Can I sue if a defective airbag failed to deploy or exploded in my Georgia crash?


Both an airbag that did not deploy when it should have and one that ruptured or deployed violently can support a Georgia product claim. An airbag is a safety device meant to reduce harm in a crash, so a defect that causes it to fail in either direction can be the basis for holding the manufacturer responsible.

Two kinds of airbag failure

Airbag claims tend to fall into a few patterns, and the underlying theory is the same: the component did not perform as a reasonably designed safety device should.

  • Failure to deploy: the airbag stayed inactive in a crash severe enough to warrant deployment, leaving the occupant without intended protection.
  • Improper deployment: the airbag deployed too forcefully, too late, or ruptured, causing injury through fragments or excessive force.
  • Defective components: a sensor, inflator, or related part malfunctioned in a way that caused or worsened harm.

O.C.G.A. § 51-1-11 makes the maker of a defective product strictly liable in Georgia, and that exposure can land on the airbag manufacturer, and sometimes the vehicle manufacturer or a parts supplier, according to where the defect originated.

Crashworthiness and enhanced injury

An airbag defect usually does not cause the collision; it affects how badly the occupant is hurt in it. That places these claims within the crashworthiness framework, which treats a vehicle’s safety systems as something that must reasonably protect occupants in a foreseeable crash. The heart of such a case is the gap between the harm actually suffered and the lesser harm a sound airbag would have left, and pinning down that difference usually takes technical analysis of the device and the crash.

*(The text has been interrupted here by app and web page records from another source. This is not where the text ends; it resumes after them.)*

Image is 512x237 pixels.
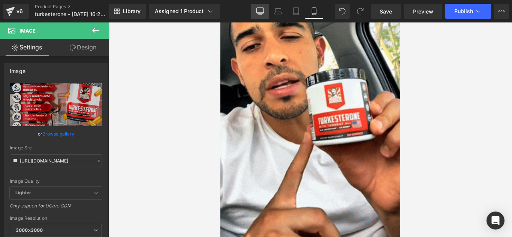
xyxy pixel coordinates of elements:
a: Tablet [287,4,305,19]
span: Library [123,8,141,15]
a: Laptop [269,4,287,19]
a: Desktop [251,4,269,19]
span: Publish [454,8,473,14]
div: Assigned 1 Product [155,7,214,15]
div: Image [10,64,25,74]
a: Preview [404,4,442,19]
button: Undo [335,4,350,19]
div: Only support for UCare CDN [10,203,102,214]
a: Design [56,39,110,56]
input: Link [10,154,102,168]
div: Image Resolution [10,216,102,221]
span: Preview [413,7,433,15]
div: Open Intercom Messenger [487,212,505,230]
button: Redo [353,4,368,19]
b: Lighter [15,190,31,196]
a: Product Pages [35,4,121,10]
button: More [494,4,509,19]
div: v6 [15,6,24,16]
a: Mobile [305,4,323,19]
span: turkesterone - [DATE] 16:24:25 [35,11,107,17]
button: Publish [445,4,491,19]
div: or [10,130,102,138]
b: 3000x3000 [16,228,43,233]
span: Save [380,7,392,15]
span: Image [19,28,36,34]
div: Image Src [10,145,102,151]
a: v6 [3,4,29,19]
a: Browse gallery [42,127,74,141]
div: Image Quality [10,179,102,184]
a: New Library [109,4,146,19]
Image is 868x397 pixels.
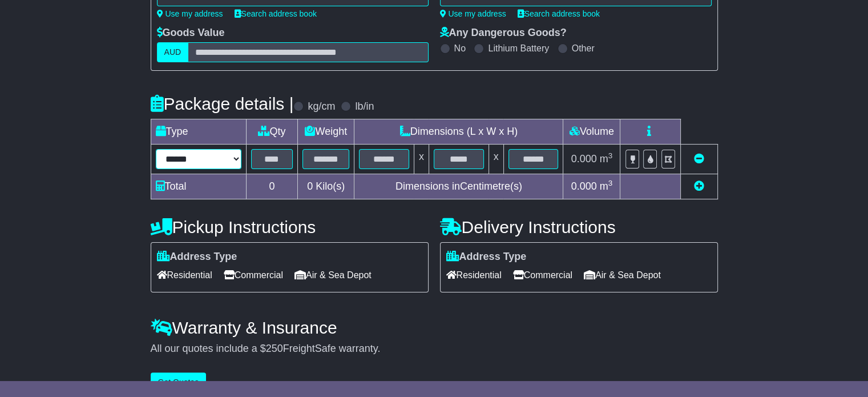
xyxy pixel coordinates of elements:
td: 0 [246,174,298,199]
h4: Warranty & Insurance [151,318,718,337]
label: lb/in [355,101,374,113]
span: 250 [266,342,283,354]
sup: 3 [609,179,614,188]
span: Air & Sea Depot [584,266,661,283]
td: Dimensions (L x W x H) [354,119,564,144]
span: Commercial [513,266,572,283]
td: Dimensions in Centimetre(s) [354,174,564,199]
sup: 3 [609,151,614,160]
h4: Package details | [151,94,294,113]
label: Lithium Battery [488,43,549,54]
span: m [600,180,614,192]
label: AUD [157,42,189,62]
td: Weight [298,119,354,144]
span: 0.000 [572,153,597,164]
td: Total [151,174,246,199]
td: Qty [246,119,298,144]
a: Remove this item [694,153,705,164]
a: Use my address [157,9,223,19]
h4: Pickup Instructions [151,217,428,237]
td: Volume [564,119,621,144]
span: 0.000 [572,180,597,192]
h4: Delivery Instructions [440,217,718,237]
span: Residential [157,266,213,283]
span: Residential [446,266,502,283]
a: Use my address [440,9,506,19]
label: Other [572,43,595,54]
label: Address Type [446,250,527,263]
a: Add new item [694,180,705,192]
label: No [454,43,466,54]
span: Air & Sea Depot [295,266,372,283]
td: x [414,144,428,174]
a: Search address book [234,9,317,19]
div: All our quotes include a $ FreightSafe warranty. [151,342,718,355]
td: Kilo(s) [298,174,354,199]
label: Address Type [157,250,238,263]
label: kg/cm [308,101,335,113]
span: 0 [307,180,313,192]
td: x [489,144,503,174]
span: m [600,153,614,164]
button: Get Quotes [151,372,207,392]
label: Goods Value [157,27,225,39]
td: Type [151,119,246,144]
label: Any Dangerous Goods? [440,27,567,39]
a: Search address book [518,9,600,19]
span: Commercial [224,266,283,283]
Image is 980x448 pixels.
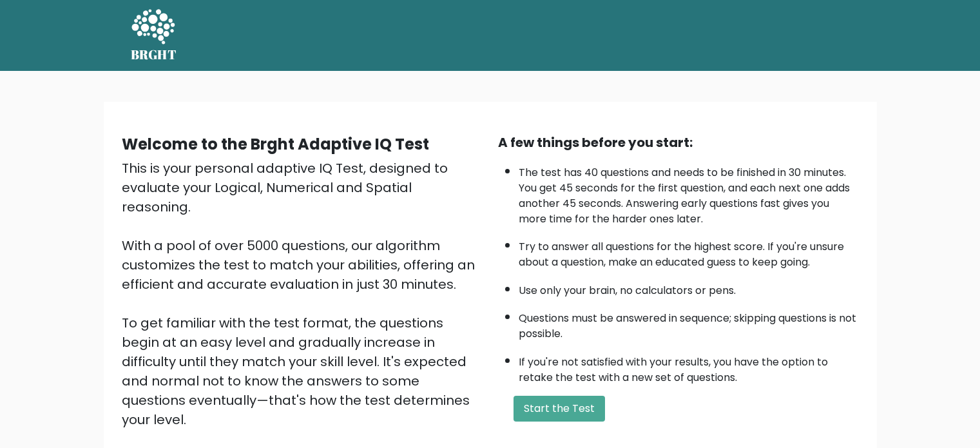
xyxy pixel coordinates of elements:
li: Try to answer all questions for the highest score. If you're unsure about a question, make an edu... [519,233,859,270]
li: Questions must be answered in sequence; skipping questions is not possible. [519,305,859,341]
div: A few things before you start: [498,133,859,152]
a: BRGHT [130,5,177,66]
button: Start the Test [513,396,604,422]
li: If you're not satisfied with your results, you have the option to retake the test with a new set ... [519,349,859,386]
b: Welcome to the Brght Adaptive IQ Test [122,133,429,155]
h5: BRGHT [130,47,177,63]
li: The test has 40 questions and needs to be finished in 30 minutes. You get 45 seconds for the firs... [519,159,859,227]
li: Use only your brain, no calculators or pens. [519,276,859,298]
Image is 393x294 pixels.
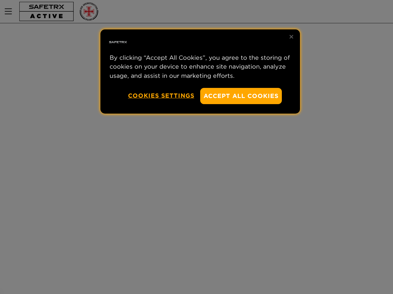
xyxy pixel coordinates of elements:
button: Cookies Settings [128,88,194,104]
div: Privacy [100,29,300,114]
button: Close [284,30,298,44]
img: Safe Tracks [108,33,128,52]
button: Accept All Cookies [200,88,282,104]
p: By clicking “Accept All Cookies”, you agree to the storing of cookies on your device to enhance s... [110,53,290,80]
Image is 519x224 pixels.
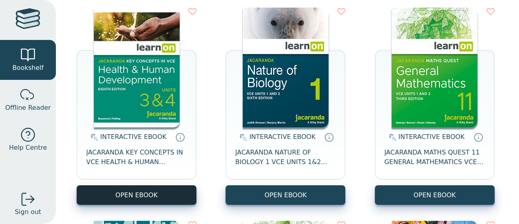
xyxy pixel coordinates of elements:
img: f7b900ab-df9f-4510-98da-0629c5cbb4fd.jpg [391,8,477,127]
a: Interactive eBooks are accessed online via the publisher’s portal. They contain interactive resou... [175,132,185,142]
img: interactive.svg [386,132,396,142]
span: INTERACTIVE EBOOK [398,133,464,140]
span: Offline Reader [5,103,51,112]
span: JACARANDA KEY CONCEPTS IN VCE HEALTH & HUMAN DEVELOPMENT UNITS 3&4 LEARNON EBOOK 8E [86,148,187,167]
a: Interactive eBooks are accessed online via the publisher’s portal. They contain interactive resou... [473,132,483,142]
img: interactive.svg [237,132,247,142]
span: Sign out [15,207,41,217]
button: OPEN EBOOK [375,185,494,205]
span: INTERACTIVE EBOOK [249,133,315,140]
span: Help Centre [9,143,47,152]
span: JACARANDA NATURE OF BIOLOGY 1 VCE UNITS 1&2 LEARNON 6E (INCL STUDYON) EBOOK [235,148,335,167]
span: JACARANDA MATHS QUEST 11 GENERAL MATHEMATICS VCE UNITS 1&2 3E LEARNON [384,148,485,167]
img: interactive.svg [88,132,98,142]
span: Bookshelf [12,63,43,73]
span: INTERACTIVE EBOOK [100,133,166,140]
img: e003a821-2442-436b-92bb-da2395357dfc.jpg [94,8,179,127]
img: bac72b22-5188-ea11-a992-0272d098c78b.jpg [243,8,328,127]
button: OPEN EBOOK [77,185,196,205]
a: Interactive eBooks are accessed online via the publisher’s portal. They contain interactive resou... [324,132,333,142]
button: OPEN EBOOK [225,185,345,205]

Multiple parties and shared fault

Because a crash and an airbag defect can involve different actors, O.C.G.A. § 51-12-33 directs a jury to split the fault among the driver who caused the wreck, the manufacturer of a defective airbag, and any other party at fault. The injured occupant’s own conduct is measured on the same scale, so their assigned share lowers the recovery and a share of half or more ends it.

The bottom line

A defective airbag that failed to deploy or that ruptured can support a Georgia product claim, because an airbag is expected to perform as a reasonable safety device in a foreseeable crash. These cases usually rest on a crashworthiness theory focused on the added injury, and Georgia’s apportionment rules allow fault for the collision and fault for the defect to be separated among the parties involved.


This article is for general educational and informational purposes only and is not legal advice. It does not create an attorney-client relationship, and Georgia law may change. For advice about a specific situation, consult a licensed Georgia personal injury attorney.